Why did Rome adopt Greek culture?

Upvote:3

This question was already addressed on this site. Romans adopted Greek culture because it was higher than the Roman one. And this is not unique such case in history. For example Mongols (and other peoples) who conquered China adopted Chinese culture. Barbarians who conquered the Roman empire also adopted Roman culture.

On the statement that Macedonians were Greek, there was some disagreement in antiquity. They wanted very much to present themselves as Greek, indeed. For the same reason which is stated in the first paragraph. But not all Greeks agreed with this. (One of the Macedon kings, Alexander I wad a nickname Philhellene which seems to indicate that Macedonians were not considered Hellenes).

Upvote:5

Trying a short answer that would sum up what is said farther below:

It's because the Greeks were there, representing the most influential cultural area, because their culture did not seem foreign to the Romans, because it was intelligible to them, and seemed to provide superior answers to familiar problems. — Beside its cultural prestige, the Hellenistic world (the Greeks and peoples influenced by them) were representing a huge "gravitational" mass, as population numbers and as geographical area, one that couldn't be easily "dominated" or eliminated, and that couldn't be treated by the Romans as the Carthaginians had been.


I doubt that saying "Romans adopted Greek culture" makes much sense. Until the 20th century Greek and Latin languages were part of the main scholar curriculum all over Europe. But a non-Latin and non-Greek culture (the Christian one, or the "European", or the "modern" one) existed at the same time. Could they be separated? Romans had "their own" culture too, only that was related to the Greek. They didn't renounced their own language, political and religious traditions, but without ANY Greek influence there wouldn't have been much "Roman culture" to start with.

This is like asking why Americans have "adopted" European culture. Greeks and Etruscans were a decisive influence even before Rome developed as a local power. Etruscans, themselves heavily influenced by the Greeks, have influenced the Romans to a such degree that it is very difficult to find original elements of Roman religion or politics that lack the mark of an Etruscan model.

Greeks had put their mark all over Italy long before Romans went out of Latium. They were present in the south of the peninsula and in Sicily, as well as in Marseilles. Rome appeared in an area at the periphery of the Hellenistic world, but one that was already under the gravitational pull of that world. — When Romans expanded throughout Italy and before conquering the Greeks themselves they conquered peoples that were themselves influenced by the Greek model. Farther expatiation to the east brought them fully into the Greek-speaking Hellenistic world.

Unlike Carthaginians and Persians, for example, Romans were in a way molded from their cradle into the Greek framework. This fact is reflected in the re-elaboration of the founding myth of Rome by Virgil, that presents the Romans as descendants of Aeneas of Troy, that is in opposition to the Greek, but also within the Greek cultural mold of the Iliad.

There were some moments of resistance to Greek influence, for example against the cult of Dionysus and against Greek philosophers, and Latin poets and writers had a clear conscience of the need to create a Latin literary tradition instead of just translating the Greeks. But the Greek culture remained present as a model, one that was clearly conceived as such by the Romans.

We must not forget that the idea of originality as a great value is recent, and was by no means present in antiquity. On the contrary, the idea of tradition was valued, it was even by definition what had value.


We could ask ourselves how come Romans kept a high degree of originality anyway (the way we can investigate the degree of originality of American culture in relation to Europe) in spite of the Greek influence, and in fact through that influence.

It is maybe because before conquering the Greek world they had already "adapted" to the Greek influences and to the Hellenistic world by assimilating fully into their own frame of mind and cultural forms sufficient elements of that great culture (like a sort of "antibodies") which allowed them to be able to translate the Hellenism into "Latinitas", instead of melting away into the Hellenistic ocean and be assimilated almost completely, like subsequently the Mongols were into India and China — or some Germanic peoples were into the late-Roman world, or the Turkic Bulgars into the Balkan world, a world that ended up Slavic-speaking, but which perpetuated the late-Roman model (misleadingly called "Byzantine" as if less Roman).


Within the listing below, locate all lines containing the word "Aire". Copy each one.

:::::

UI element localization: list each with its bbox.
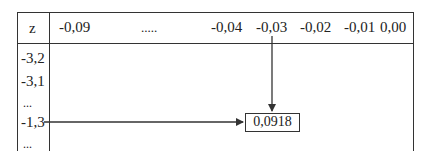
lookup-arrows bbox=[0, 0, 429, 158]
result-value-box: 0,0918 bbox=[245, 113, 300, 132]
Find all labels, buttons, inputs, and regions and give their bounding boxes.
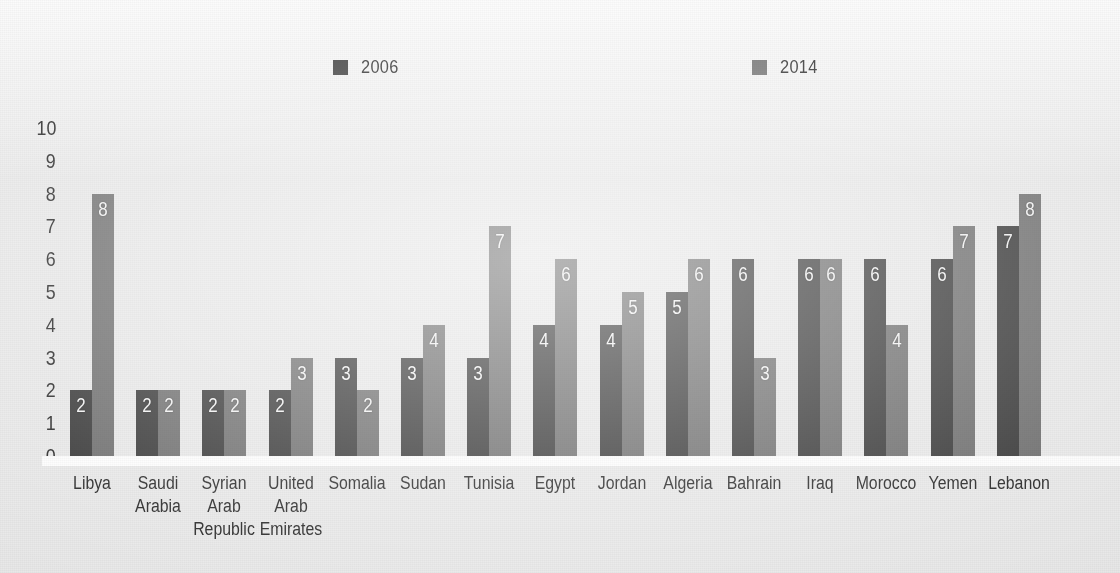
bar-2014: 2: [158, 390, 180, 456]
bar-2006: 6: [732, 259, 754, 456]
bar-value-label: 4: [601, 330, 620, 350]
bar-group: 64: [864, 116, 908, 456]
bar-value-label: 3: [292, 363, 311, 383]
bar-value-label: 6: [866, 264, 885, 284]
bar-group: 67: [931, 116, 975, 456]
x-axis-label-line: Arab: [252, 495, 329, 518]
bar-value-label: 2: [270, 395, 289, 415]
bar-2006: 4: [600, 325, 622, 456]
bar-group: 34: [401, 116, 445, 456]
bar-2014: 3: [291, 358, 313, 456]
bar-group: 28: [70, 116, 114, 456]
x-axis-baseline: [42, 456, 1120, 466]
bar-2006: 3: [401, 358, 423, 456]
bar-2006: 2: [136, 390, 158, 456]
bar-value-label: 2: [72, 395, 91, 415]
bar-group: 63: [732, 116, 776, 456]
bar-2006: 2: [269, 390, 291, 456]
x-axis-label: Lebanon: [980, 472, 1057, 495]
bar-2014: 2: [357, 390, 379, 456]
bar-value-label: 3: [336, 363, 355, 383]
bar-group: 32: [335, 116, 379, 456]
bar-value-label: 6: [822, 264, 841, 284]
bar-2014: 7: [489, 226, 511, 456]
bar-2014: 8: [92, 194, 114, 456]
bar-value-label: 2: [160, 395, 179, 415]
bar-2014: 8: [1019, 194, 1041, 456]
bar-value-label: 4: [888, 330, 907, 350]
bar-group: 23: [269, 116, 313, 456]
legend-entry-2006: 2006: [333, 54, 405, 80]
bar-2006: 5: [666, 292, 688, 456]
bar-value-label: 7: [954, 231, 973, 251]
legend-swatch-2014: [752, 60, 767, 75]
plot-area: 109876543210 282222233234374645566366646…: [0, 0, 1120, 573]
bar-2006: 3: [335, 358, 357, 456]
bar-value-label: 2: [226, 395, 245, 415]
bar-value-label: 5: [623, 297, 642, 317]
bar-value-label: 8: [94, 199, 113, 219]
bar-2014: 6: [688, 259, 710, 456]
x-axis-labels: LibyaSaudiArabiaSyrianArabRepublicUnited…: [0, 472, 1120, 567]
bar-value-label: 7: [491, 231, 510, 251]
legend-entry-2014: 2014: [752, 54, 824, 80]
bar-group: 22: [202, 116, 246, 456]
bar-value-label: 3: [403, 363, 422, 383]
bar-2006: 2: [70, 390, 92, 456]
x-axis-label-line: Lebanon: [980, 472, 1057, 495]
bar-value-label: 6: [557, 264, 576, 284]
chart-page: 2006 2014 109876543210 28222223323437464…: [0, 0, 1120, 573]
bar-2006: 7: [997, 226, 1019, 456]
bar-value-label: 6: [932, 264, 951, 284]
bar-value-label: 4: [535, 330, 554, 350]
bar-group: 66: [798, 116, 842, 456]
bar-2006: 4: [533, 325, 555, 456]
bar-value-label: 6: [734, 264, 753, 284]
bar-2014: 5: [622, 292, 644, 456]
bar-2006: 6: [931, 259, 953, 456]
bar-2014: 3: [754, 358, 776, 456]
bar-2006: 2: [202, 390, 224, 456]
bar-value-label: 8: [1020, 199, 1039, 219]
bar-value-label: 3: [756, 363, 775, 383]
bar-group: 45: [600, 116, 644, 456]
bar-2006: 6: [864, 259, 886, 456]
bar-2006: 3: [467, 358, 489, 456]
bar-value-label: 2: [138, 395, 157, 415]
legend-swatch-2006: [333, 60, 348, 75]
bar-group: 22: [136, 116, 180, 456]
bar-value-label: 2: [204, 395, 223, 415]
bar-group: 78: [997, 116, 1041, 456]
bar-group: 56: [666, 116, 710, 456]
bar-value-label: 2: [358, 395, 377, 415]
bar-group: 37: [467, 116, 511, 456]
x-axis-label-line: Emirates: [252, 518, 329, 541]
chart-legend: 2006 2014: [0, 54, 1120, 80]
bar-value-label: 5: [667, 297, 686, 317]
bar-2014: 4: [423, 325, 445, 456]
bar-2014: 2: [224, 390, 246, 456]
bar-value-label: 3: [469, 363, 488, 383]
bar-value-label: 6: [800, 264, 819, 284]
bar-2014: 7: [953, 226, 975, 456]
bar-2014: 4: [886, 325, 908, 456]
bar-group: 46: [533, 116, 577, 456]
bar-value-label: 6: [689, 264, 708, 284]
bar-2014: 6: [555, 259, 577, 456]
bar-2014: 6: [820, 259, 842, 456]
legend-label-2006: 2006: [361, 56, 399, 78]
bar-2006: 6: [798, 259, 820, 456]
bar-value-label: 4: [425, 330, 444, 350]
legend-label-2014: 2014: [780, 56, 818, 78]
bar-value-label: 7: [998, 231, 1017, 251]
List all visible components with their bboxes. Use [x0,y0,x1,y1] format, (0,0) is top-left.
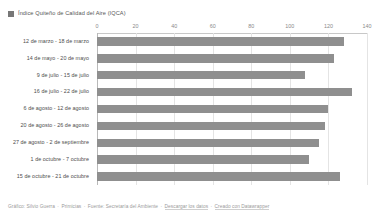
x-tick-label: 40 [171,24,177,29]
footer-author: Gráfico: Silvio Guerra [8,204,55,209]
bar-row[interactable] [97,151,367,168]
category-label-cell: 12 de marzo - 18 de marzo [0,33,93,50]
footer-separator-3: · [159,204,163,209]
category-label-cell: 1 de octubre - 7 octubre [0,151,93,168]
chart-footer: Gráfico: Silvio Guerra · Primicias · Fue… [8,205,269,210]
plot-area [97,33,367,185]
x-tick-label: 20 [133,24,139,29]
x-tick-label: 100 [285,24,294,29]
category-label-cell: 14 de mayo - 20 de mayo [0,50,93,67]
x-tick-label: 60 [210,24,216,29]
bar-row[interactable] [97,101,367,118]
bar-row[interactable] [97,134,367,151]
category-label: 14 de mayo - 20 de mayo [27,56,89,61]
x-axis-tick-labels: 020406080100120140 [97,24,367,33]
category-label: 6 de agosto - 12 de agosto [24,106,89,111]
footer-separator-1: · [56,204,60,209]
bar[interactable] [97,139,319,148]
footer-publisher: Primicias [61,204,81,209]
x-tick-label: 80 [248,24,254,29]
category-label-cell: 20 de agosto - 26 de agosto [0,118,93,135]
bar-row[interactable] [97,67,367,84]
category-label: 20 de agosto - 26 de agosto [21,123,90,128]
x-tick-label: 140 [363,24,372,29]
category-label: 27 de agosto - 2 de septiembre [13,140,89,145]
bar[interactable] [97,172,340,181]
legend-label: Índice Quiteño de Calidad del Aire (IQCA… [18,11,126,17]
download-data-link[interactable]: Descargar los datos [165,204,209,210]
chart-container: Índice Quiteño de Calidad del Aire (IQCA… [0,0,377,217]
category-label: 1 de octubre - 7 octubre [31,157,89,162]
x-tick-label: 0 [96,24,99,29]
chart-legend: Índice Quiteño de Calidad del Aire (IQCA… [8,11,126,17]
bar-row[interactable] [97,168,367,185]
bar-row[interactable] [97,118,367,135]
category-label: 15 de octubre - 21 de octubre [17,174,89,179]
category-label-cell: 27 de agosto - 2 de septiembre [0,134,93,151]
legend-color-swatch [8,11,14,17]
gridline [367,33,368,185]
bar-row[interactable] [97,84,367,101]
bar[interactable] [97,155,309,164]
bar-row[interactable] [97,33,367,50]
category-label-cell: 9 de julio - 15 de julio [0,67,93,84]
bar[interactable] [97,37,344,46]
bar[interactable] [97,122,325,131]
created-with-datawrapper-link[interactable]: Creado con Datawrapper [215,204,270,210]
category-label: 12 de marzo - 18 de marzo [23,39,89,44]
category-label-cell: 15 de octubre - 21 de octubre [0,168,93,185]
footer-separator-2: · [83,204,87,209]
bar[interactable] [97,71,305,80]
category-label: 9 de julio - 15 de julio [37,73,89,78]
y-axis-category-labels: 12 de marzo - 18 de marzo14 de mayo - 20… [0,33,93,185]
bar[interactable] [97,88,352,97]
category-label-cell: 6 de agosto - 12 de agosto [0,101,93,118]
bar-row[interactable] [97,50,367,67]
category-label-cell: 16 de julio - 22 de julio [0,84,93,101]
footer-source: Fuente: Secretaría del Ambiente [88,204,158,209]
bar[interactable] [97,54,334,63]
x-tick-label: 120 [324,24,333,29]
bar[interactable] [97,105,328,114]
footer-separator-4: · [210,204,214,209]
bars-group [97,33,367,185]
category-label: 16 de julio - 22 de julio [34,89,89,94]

:::::

Answer to this exercise ->
legend-label: Índice Quiteño de Calidad del Aire (IQCA… [18,11,126,17]
chart-container: Índice Quiteño de Calidad del Aire (IQCA… [0,0,377,217]
chart-legend: Índice Quiteño de Calidad del Aire (IQCA… [8,11,126,17]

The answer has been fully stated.